Team creation does three things:

  1. Authorization check

    • The caller must have permission to create teams:
    permissions: { team: ['create'] }
    
  2. Create the team in Better-Auth.

  3. Materialize the policy

    • For each stored role in organizationRole, Snapp updates the permission JSON by adding:
    permission[team.id] = permissions[roleName]
    

After creation, caches are invalidated:

  • auth client cache (per host)
  • role cache (per organization)

This ensures any subsequent request sees the updated policy graph.


Editing team policies

Policy editor

The UI shows a permission matrix:

  • rows = roles (owner, admin, member)
  • columns = actions (create, read, update, delete)
  • target = a specific team id

Toggling a checkbox updates the local permissions map and triggers a save.

owner is locked to full access in the UI.


Save operation

When saving, Snapp sends a batch update:

[{ id: roleRowId, p: permissionsForThatRole }]

Server-side, this updates organizationRole.permission for each role row.

After update:

  • the role cache is invalidated
  • the auth client cache is invalidated

So the next permission check uses the new policy graph.


How enforcement works

Permission checks are server-side

Snapp does not trust the UI. The UI only controls convenience; enforcement happens on the server through hasPermission.


Permission checks use a context key

When a resource is shared with a team, the team id becomes the permission context.

Examples from URL operations:

  • Creating a URL with team bindings requires the caller to have create on at least one selected team.
  • Updating or deleting a URL owned by someone else requires the caller to have the matching permission for the teams that URL is assigned to.
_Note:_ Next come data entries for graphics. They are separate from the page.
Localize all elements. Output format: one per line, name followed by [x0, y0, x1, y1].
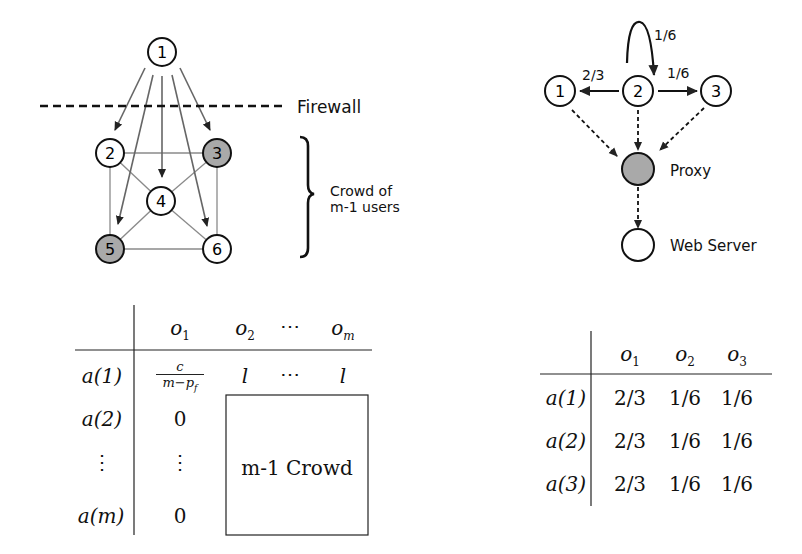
- node-2: 2: [96, 139, 124, 167]
- node-5: 5: [96, 235, 124, 263]
- node-3: 3: [203, 139, 231, 167]
- cell-vdots-o1: ⋮: [155, 450, 205, 474]
- rcell-a1-o3: 1/6: [712, 386, 762, 410]
- row-label-a2: a(2): [72, 407, 132, 431]
- cell-a2-o1: 0: [155, 407, 205, 431]
- self-loop-prob: 1/6: [654, 27, 677, 43]
- crowd-brace: [300, 137, 314, 257]
- rcell-a2-o3: 1/6: [712, 429, 762, 453]
- crowd-box-label: m-1 Crowd: [226, 456, 368, 480]
- rcell-a2-o1: 2/3: [605, 429, 655, 453]
- firewall-label: Firewall: [297, 97, 361, 117]
- crowd-label-line2: m-1 users: [330, 199, 400, 215]
- webserver-label: Web Server: [670, 237, 757, 255]
- cell-a1-om: l: [318, 364, 368, 388]
- rcell-a3-o2: 1/6: [660, 472, 710, 496]
- rnode-1: 1: [545, 76, 575, 106]
- rcell-a1-o1: 2/3: [605, 386, 655, 410]
- col-header-o1: o1: [155, 316, 205, 343]
- row-label-vdots: ⋮: [72, 450, 132, 474]
- svg-text:2: 2: [633, 82, 643, 101]
- svg-text:1: 1: [157, 43, 167, 62]
- svg-text:5: 5: [105, 240, 115, 259]
- to-node1-prob: 2/3: [582, 67, 605, 83]
- rcell-a3-o1: 2/3: [605, 472, 655, 496]
- rcell-a2-o2: 1/6: [660, 429, 710, 453]
- row-label-am: a(m): [68, 504, 134, 528]
- rnode-2: 2: [623, 76, 653, 106]
- col-header-o2: o2: [225, 316, 265, 343]
- rcol-header-o2: o2: [660, 342, 710, 369]
- svg-text:4: 4: [156, 192, 166, 211]
- proxy-node: [622, 153, 654, 185]
- svg-text:3: 3: [212, 144, 222, 163]
- node-4: 4: [147, 187, 175, 215]
- svg-text:1: 1: [555, 82, 565, 101]
- col-header-ellipsis: ⋯: [270, 314, 310, 338]
- node-6: 6: [203, 235, 231, 263]
- node-1: 1: [148, 38, 176, 66]
- rcell-a3-o3: 1/6: [712, 472, 762, 496]
- webserver-node: [622, 229, 654, 261]
- cell-a1-o2: l: [225, 364, 265, 388]
- proxy-label: Proxy: [670, 162, 711, 180]
- cell-am-o1: 0: [155, 504, 205, 528]
- row-label-a1: a(1): [72, 364, 132, 388]
- rrow-label-a3: a(3): [540, 472, 592, 496]
- rrow-label-a2: a(2): [540, 429, 592, 453]
- cell-a1-ellipsis: ⋯: [270, 362, 310, 386]
- rnode-3: 3: [701, 76, 731, 106]
- svg-text:3: 3: [711, 82, 721, 101]
- rrow-label-a1: a(1): [540, 386, 592, 410]
- rcol-header-o1: o1: [605, 342, 655, 369]
- rcell-a1-o2: 1/6: [660, 386, 710, 410]
- svg-text:2: 2: [105, 144, 115, 163]
- to-node3-prob: 1/6: [667, 65, 690, 81]
- crowd-label-line1: Crowd of: [330, 183, 393, 199]
- col-header-om: om: [318, 316, 368, 343]
- rcol-header-o3: o3: [712, 342, 762, 369]
- svg-text:6: 6: [212, 240, 222, 259]
- cell-a1-o1-fraction: c m−pf: [150, 359, 210, 396]
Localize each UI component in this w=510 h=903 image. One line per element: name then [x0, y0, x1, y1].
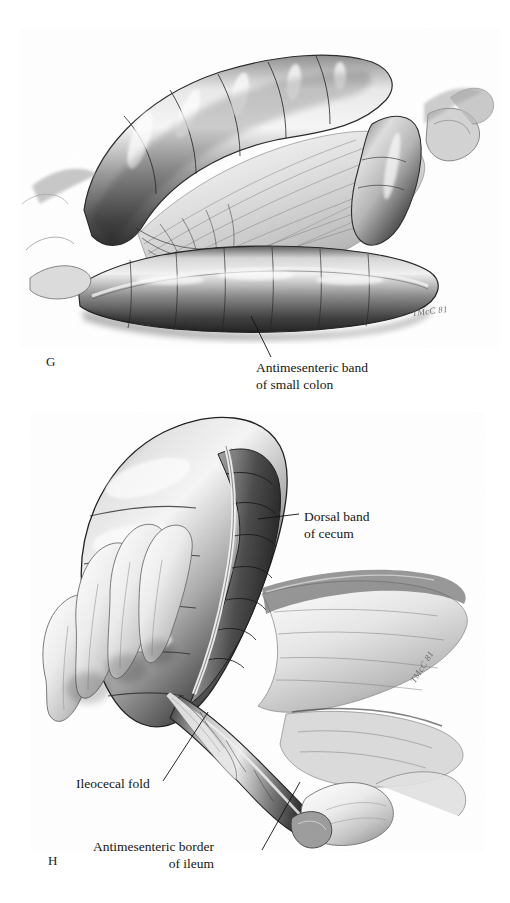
- label-line-2: of cecum: [304, 525, 370, 542]
- label-line-1: Ileocecal fold: [76, 776, 150, 791]
- label-ileocecal-fold: Ileocecal fold: [76, 775, 150, 792]
- panel-letter-g: G: [46, 354, 56, 370]
- label-line-2: of ileum: [93, 855, 214, 872]
- label-line-2: of small colon: [256, 376, 368, 393]
- label-dorsal-band-of-cecum: Dorsal band of cecum: [304, 508, 370, 542]
- label-line-1: Antimesenteric band: [256, 360, 368, 375]
- label-antimesenteric-band-of-small-colon: Antimesenteric band of small colon: [256, 359, 368, 393]
- anatomy-plate-page: G H Antimesenteric band of small colon D…: [0, 0, 510, 903]
- label-antimesenteric-border-of-ileum: Antimesenteric border of ileum: [93, 838, 214, 872]
- panel-letter-h: H: [48, 853, 58, 869]
- label-line-1: Antimesenteric border: [93, 839, 214, 854]
- illustration-panel-g: [20, 28, 500, 348]
- label-line-1: Dorsal band: [304, 509, 370, 524]
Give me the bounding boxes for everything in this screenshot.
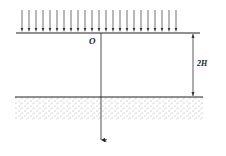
- load-arrowhead: [112, 28, 115, 32]
- load-arrowhead: [105, 28, 108, 32]
- load-arrowhead: [126, 28, 129, 32]
- load-arrowhead: [63, 28, 66, 32]
- load-arrowhead: [21, 28, 24, 32]
- load-arrowhead: [49, 28, 52, 32]
- load-arrowhead: [133, 28, 136, 32]
- load-arrowhead: [84, 28, 87, 32]
- load-arrowhead: [35, 28, 38, 32]
- load-arrowhead: [140, 28, 143, 32]
- soil-layer: [15, 97, 203, 120]
- load-arrowhead: [56, 28, 59, 32]
- load-arrowhead: [70, 28, 73, 32]
- load-arrowhead: [91, 28, 94, 32]
- diagram: O 2H z: [0, 0, 226, 156]
- distributed-load-arrows: [21, 10, 178, 32]
- dimension-arrow-top: [192, 34, 195, 38]
- load-arrowhead: [161, 28, 164, 32]
- z-axis-label: z: [103, 136, 107, 144]
- load-arrowhead: [77, 28, 80, 32]
- load-arrowhead: [42, 28, 45, 32]
- load-arrowhead: [98, 28, 101, 32]
- dimension-arrow-bottom: [192, 92, 195, 96]
- load-arrowhead: [28, 28, 31, 32]
- origin-label: O: [89, 36, 96, 46]
- load-arrowhead: [119, 28, 122, 32]
- load-arrowhead: [147, 28, 150, 32]
- dimension-label: 2H: [196, 59, 208, 68]
- load-arrowhead: [168, 28, 171, 32]
- load-arrowhead: [175, 28, 178, 32]
- load-arrowhead: [154, 28, 157, 32]
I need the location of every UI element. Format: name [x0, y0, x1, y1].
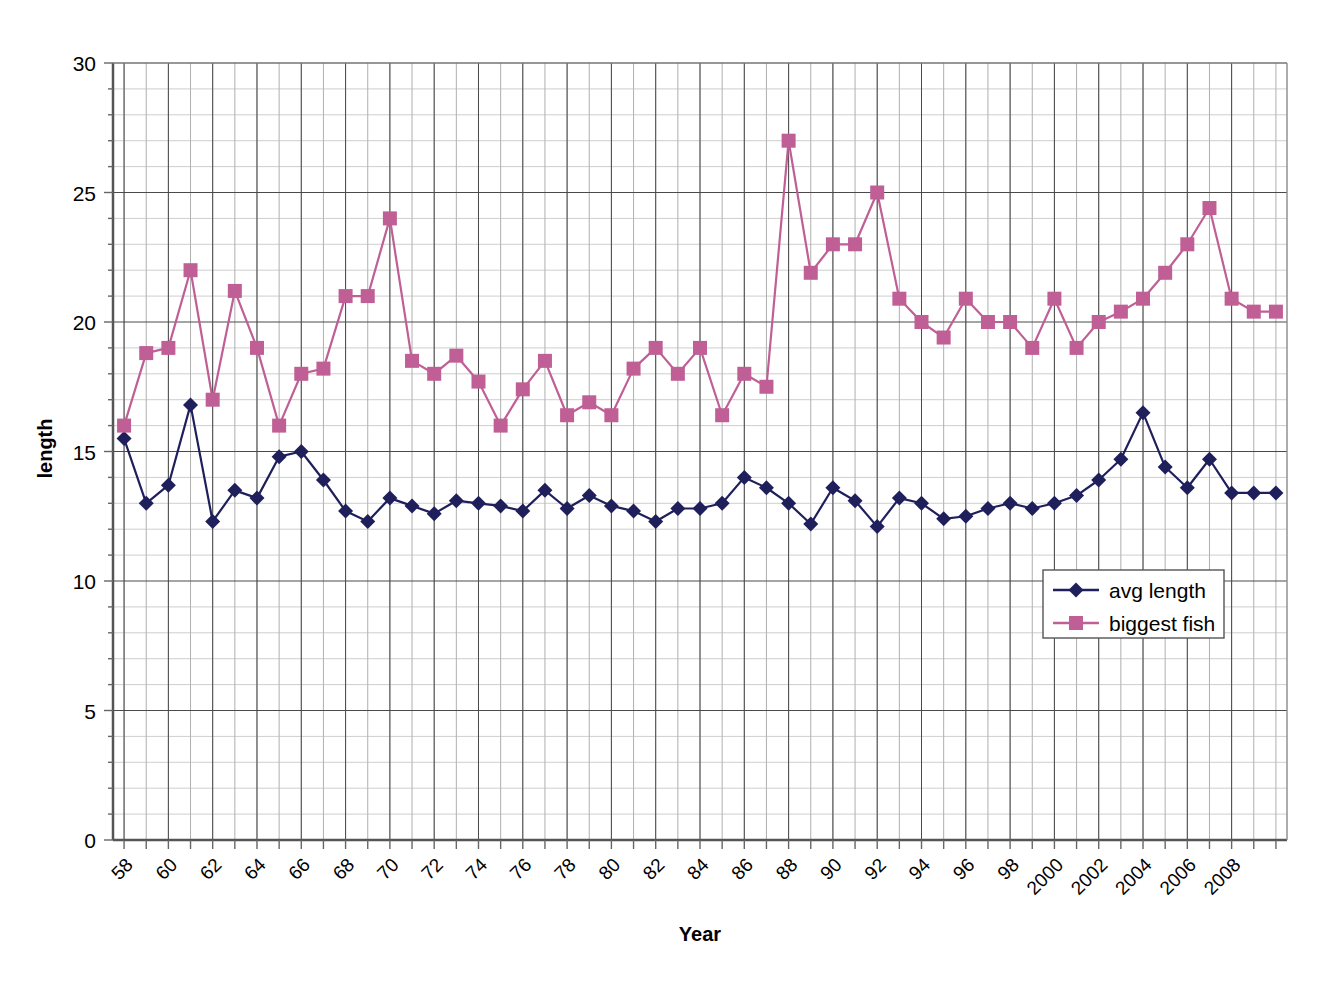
data-point-marker: [693, 341, 707, 355]
x-tick-label: 2008: [1200, 854, 1245, 899]
data-point-marker: [117, 419, 131, 433]
y-axis-title: length: [34, 419, 56, 479]
y-tick-label: 25: [73, 182, 96, 205]
line-chart: 0510152025305860626466687072747678808284…: [0, 0, 1328, 983]
x-tick-label: 2000: [1022, 854, 1067, 899]
data-point-marker: [759, 380, 773, 394]
data-point-marker: [1114, 305, 1128, 319]
data-point-marker: [1025, 341, 1039, 355]
data-point-marker: [892, 292, 906, 306]
data-point-marker: [1003, 315, 1017, 329]
x-tick-label: 82: [639, 854, 669, 884]
data-point-marker: [250, 341, 264, 355]
data-point-marker: [1047, 292, 1061, 306]
data-point-marker: [471, 375, 485, 389]
data-point-marker: [1092, 315, 1106, 329]
chart-container: 0510152025305860626466687072747678808284…: [0, 0, 1328, 983]
x-tick-label: 2004: [1111, 854, 1156, 899]
legend-marker-square: [1069, 616, 1083, 630]
data-point-marker: [627, 362, 641, 376]
data-point-marker: [959, 292, 973, 306]
data-point-marker: [272, 419, 286, 433]
data-point-marker: [1269, 305, 1283, 319]
data-point-marker: [937, 331, 951, 345]
x-tick-label: 58: [107, 854, 137, 884]
data-point-marker: [449, 349, 463, 363]
x-tick-label: 64: [240, 854, 270, 884]
data-point-marker: [361, 289, 375, 303]
y-tick-label: 15: [73, 441, 96, 464]
x-tick-label: 68: [329, 854, 359, 884]
data-point-marker: [427, 367, 441, 381]
x-tick-label: 80: [594, 854, 624, 884]
x-tick-label: 98: [993, 854, 1023, 884]
data-point-marker: [139, 346, 153, 360]
data-point-marker: [161, 341, 175, 355]
x-tick-label: 62: [196, 854, 226, 884]
x-tick-label: 92: [860, 854, 890, 884]
data-point-marker: [405, 354, 419, 368]
legend-label-1: biggest fish: [1109, 612, 1215, 635]
y-tick-label: 30: [73, 52, 96, 75]
data-point-marker: [804, 266, 818, 280]
y-tick-label: 0: [84, 829, 96, 852]
legend: avg lengthbiggest fish: [1043, 570, 1224, 638]
y-tick-label: 5: [84, 700, 96, 723]
data-point-marker: [1247, 305, 1261, 319]
data-point-marker: [516, 382, 530, 396]
data-point-marker: [782, 134, 796, 148]
data-point-marker: [1225, 292, 1239, 306]
x-tick-label: 84: [683, 854, 713, 884]
data-point-marker: [649, 341, 663, 355]
data-point-marker: [383, 211, 397, 225]
x-axis-ticks: 5860626466687072747678808284868890929496…: [107, 840, 1276, 899]
y-axis-ticks: 051015202530: [73, 52, 113, 852]
data-point-marker: [1158, 266, 1172, 280]
x-axis-title: Year: [679, 923, 721, 945]
data-point-marker: [737, 367, 751, 381]
data-point-marker: [494, 419, 508, 433]
x-tick-label: 66: [284, 854, 314, 884]
data-point-marker: [1136, 292, 1150, 306]
data-point-marker: [715, 408, 729, 422]
data-point-marker: [184, 263, 198, 277]
data-point-marker: [538, 354, 552, 368]
x-tick-label: 2002: [1067, 854, 1112, 899]
y-tick-label: 10: [73, 570, 96, 593]
data-point-marker: [848, 237, 862, 251]
data-point-marker: [294, 367, 308, 381]
data-point-marker: [316, 362, 330, 376]
x-tick-label: 90: [816, 854, 846, 884]
x-tick-label: 86: [727, 854, 757, 884]
data-point-marker: [1202, 201, 1216, 215]
x-tick-label: 60: [151, 854, 181, 884]
x-tick-label: 94: [905, 854, 935, 884]
data-point-marker: [981, 315, 995, 329]
x-tick-label: 88: [772, 854, 802, 884]
data-point-marker: [582, 395, 596, 409]
x-tick-label: 76: [506, 854, 536, 884]
y-tick-label: 20: [73, 311, 96, 334]
x-tick-label: 2006: [1155, 854, 1200, 899]
data-point-marker: [604, 408, 618, 422]
data-point-marker: [228, 284, 242, 298]
x-tick-label: 96: [949, 854, 979, 884]
data-point-marker: [826, 237, 840, 251]
data-point-marker: [915, 315, 929, 329]
data-point-marker: [206, 393, 220, 407]
data-point-marker: [560, 408, 574, 422]
x-tick-label: 72: [417, 854, 447, 884]
x-tick-label: 74: [462, 854, 492, 884]
data-point-marker: [671, 367, 685, 381]
data-point-marker: [339, 289, 353, 303]
data-point-marker: [1180, 237, 1194, 251]
data-point-marker: [1070, 341, 1084, 355]
data-point-marker: [870, 186, 884, 200]
x-tick-label: 70: [373, 854, 403, 884]
legend-label-0: avg length: [1109, 579, 1206, 602]
x-tick-label: 78: [550, 854, 580, 884]
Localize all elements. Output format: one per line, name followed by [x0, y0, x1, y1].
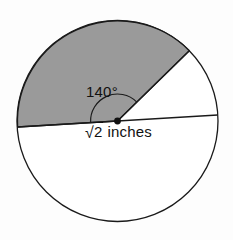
- circle-sector-figure: 140° √2 inches: [0, 0, 233, 240]
- angle-measure-label: 140°: [86, 83, 118, 100]
- circle-diagram-svg: [0, 0, 233, 240]
- square-root-radicand: 2: [93, 122, 103, 140]
- radius-unit-text: inches: [107, 123, 152, 140]
- radius-measure-label: √2 inches: [85, 123, 152, 140]
- square-root-sign: √: [85, 124, 94, 141]
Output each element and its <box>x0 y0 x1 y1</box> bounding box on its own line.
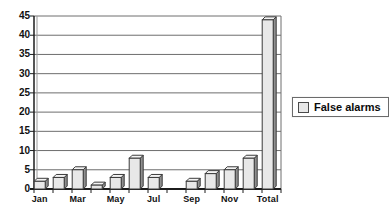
bar-Jul <box>148 177 159 189</box>
bar-May <box>110 177 121 189</box>
bar-Jun <box>129 158 140 189</box>
bar-Feb <box>53 177 64 189</box>
bar-Mar <box>72 170 83 189</box>
legend-label: False alarms <box>314 101 381 113</box>
legend-swatch-icon <box>298 102 309 113</box>
bar-Oct <box>205 174 216 189</box>
bar-Jan <box>34 181 45 189</box>
bar-Sep <box>186 181 197 189</box>
legend: False alarms <box>292 97 389 117</box>
bar-Nov <box>224 170 235 189</box>
bar-Total <box>262 20 273 189</box>
bar-Apr <box>91 185 102 189</box>
bar-Dec <box>243 158 254 189</box>
plot-area <box>26 14 288 200</box>
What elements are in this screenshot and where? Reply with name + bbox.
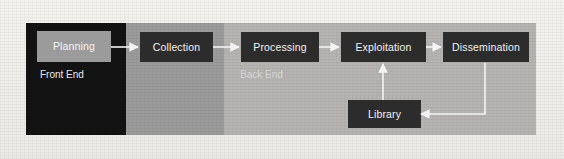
caption-back-end: Back End [240, 70, 283, 80]
node-library-label: Library [368, 109, 401, 120]
diagram-canvas: Planning Collection Processing Exploitat… [0, 0, 564, 159]
node-planning[interactable]: Planning [37, 31, 111, 62]
node-library[interactable]: Library [348, 100, 421, 128]
node-dissemination-label: Dissemination [452, 42, 520, 53]
node-processing-label: Processing [253, 42, 306, 53]
node-planning-label: Planning [53, 41, 95, 52]
node-dissemination[interactable]: Dissemination [443, 32, 529, 62]
node-exploitation-label: Exploitation [355, 42, 411, 53]
node-processing[interactable]: Processing [241, 32, 319, 62]
node-exploitation[interactable]: Exploitation [341, 32, 426, 62]
caption-front-end: Front End [40, 70, 84, 80]
node-collection-label: Collection [153, 42, 201, 53]
node-collection[interactable]: Collection [140, 32, 213, 62]
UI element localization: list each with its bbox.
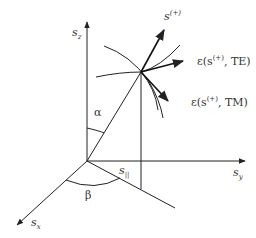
s-plus-label: s(+) — [164, 10, 181, 22]
te-label: ε(s(+), TE) — [197, 55, 251, 67]
diagram-canvas: sz sy sx s(+) ε(s(+), TE) ε(s(+), TM) α … — [0, 0, 256, 238]
z-axis-label: sz — [72, 27, 81, 41]
alpha-arc — [87, 128, 104, 133]
te-vector — [141, 61, 183, 72]
coordinate-diagram — [0, 0, 256, 238]
beta-label: β — [85, 190, 91, 201]
tm-curve — [141, 72, 158, 110]
y-axis-label: sy — [233, 167, 243, 181]
x-axis-label: sx — [31, 217, 41, 231]
s-plus-vector — [141, 30, 164, 72]
s-parallel-label: s|| — [119, 165, 129, 179]
tm-label: ε(s(+), TM) — [191, 96, 248, 108]
sphere-arc-inner — [96, 45, 180, 77]
beta-arc — [66, 178, 120, 186]
sphere-arc-outer — [104, 46, 163, 118]
x-axis — [17, 161, 87, 225]
alpha-label: α — [94, 107, 101, 118]
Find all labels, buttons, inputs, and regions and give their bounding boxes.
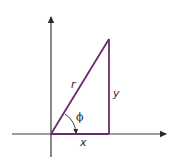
label-y: y — [112, 87, 120, 100]
label-phi: ϕ — [76, 111, 84, 124]
polar-coordinates-diagram: r y ϕ x — [0, 0, 181, 164]
label-r: r — [71, 78, 77, 91]
label-x: x — [79, 136, 87, 149]
angle-arc — [65, 114, 76, 133]
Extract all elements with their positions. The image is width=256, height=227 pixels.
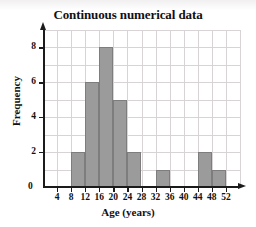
histogram-bar <box>156 170 170 187</box>
gridline-horizontal <box>43 65 240 66</box>
gridline-vertical <box>212 30 213 187</box>
histogram-bar <box>212 170 226 187</box>
y-tick-label: 8 <box>22 41 36 51</box>
y-tick-mark <box>39 47 44 48</box>
histogram-bar <box>198 152 212 187</box>
x-axis-title: Age (years) <box>0 206 256 218</box>
gridline-vertical <box>57 30 58 187</box>
gridline-horizontal <box>43 100 240 101</box>
y-axis-line <box>43 28 45 187</box>
gridline-horizontal <box>43 47 240 48</box>
y-tick-label: 6 <box>22 76 36 86</box>
gridline-vertical <box>156 30 157 187</box>
y-tick-label: 4 <box>22 111 36 121</box>
y-axis-arrow-icon <box>40 22 46 30</box>
histogram-bar <box>127 152 141 187</box>
histogram-bar <box>99 47 113 187</box>
x-axis-arrow-icon <box>238 183 246 189</box>
x-tick-label: 52 <box>216 192 236 202</box>
gridline-vertical <box>240 30 241 187</box>
histogram-bar <box>113 100 127 187</box>
gridline-vertical <box>184 30 185 187</box>
chart-title: Continuous numerical data <box>0 7 256 23</box>
origin-label: 0 <box>28 181 33 191</box>
gridline-vertical <box>226 30 227 187</box>
gridline-horizontal <box>43 135 240 136</box>
gridline-vertical <box>142 30 143 187</box>
y-axis-title: Frequency <box>10 56 22 146</box>
y-tick-mark <box>39 82 44 83</box>
gridline-horizontal <box>43 30 240 31</box>
histogram-bar <box>71 152 85 187</box>
y-tick-mark <box>39 152 44 153</box>
plot-area <box>43 30 240 187</box>
histogram-bar <box>85 82 99 187</box>
gridline-horizontal <box>43 82 240 83</box>
gridline-horizontal <box>43 117 240 118</box>
y-tick-label: 2 <box>22 146 36 156</box>
gridline-vertical <box>170 30 171 187</box>
histogram-chart: Continuous numerical data 48121620242832… <box>0 0 256 227</box>
y-tick-mark <box>39 117 44 118</box>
This is enforced by evaluating:

hasPermission({
  organizationId,
  context: teamId,
  permissions: ['create' | 'update' | 'delete']
})

Create URL enforcement

When a URL is created with teams:

  • Snapp checks the caller against every selected team
  • required action: create
  • the operation is allowed if at least one team check succeeds

If none succeed, the request is rejected.


Update URL enforcement

When updating a URL:

  • if caller is owner or admin → allowed
  • otherwise, Snapp computes the union of:
    • teams already assigned to the URL
    • teams requested in the update

Then checks permission:

  • required action: update
  • allowed if any team check succeeds

This supports incremental changes without letting non-members bypass policy by removing teams.


Delete URL enforcement

When deleting URLs:

  • owners and admins can delete their own / all (depending on role logic)
  • non-owners can delete only if all team checks pass for delete

This yields a stricter rule for destructive operations.


Team assignment to resources

Snapp links teams to URLs through a join table (teamToUrl).

This has two purposes:

  • sharing: team members can operate on shared URLs if policy allows
  • enforcement context: team id becomes the policy key for authorization

The join table is updated during URL create/update inside the same DB transaction as the URL mutation.


Cache behavior

Two caches are involved:

  • auth instance cache (authCache.auth) keyed by host origin
  • role cache (authCache.roles) keyed by organization id (slugify(host.origin))

Any operation that mutates teams or policies clears the relevant cache keys so permission checks remain current.


Summary

  • Teams are permission contexts inside an organization.
  • Policies are stored as role → teamId → actions in organizationRole.permission.
  • The UI edits policies, but enforcement happens server-side using hasPermission.
  • URL operations use team assignments to decide which policies apply.
  • Cache invalidation keeps the effective permission graph consistent across requests.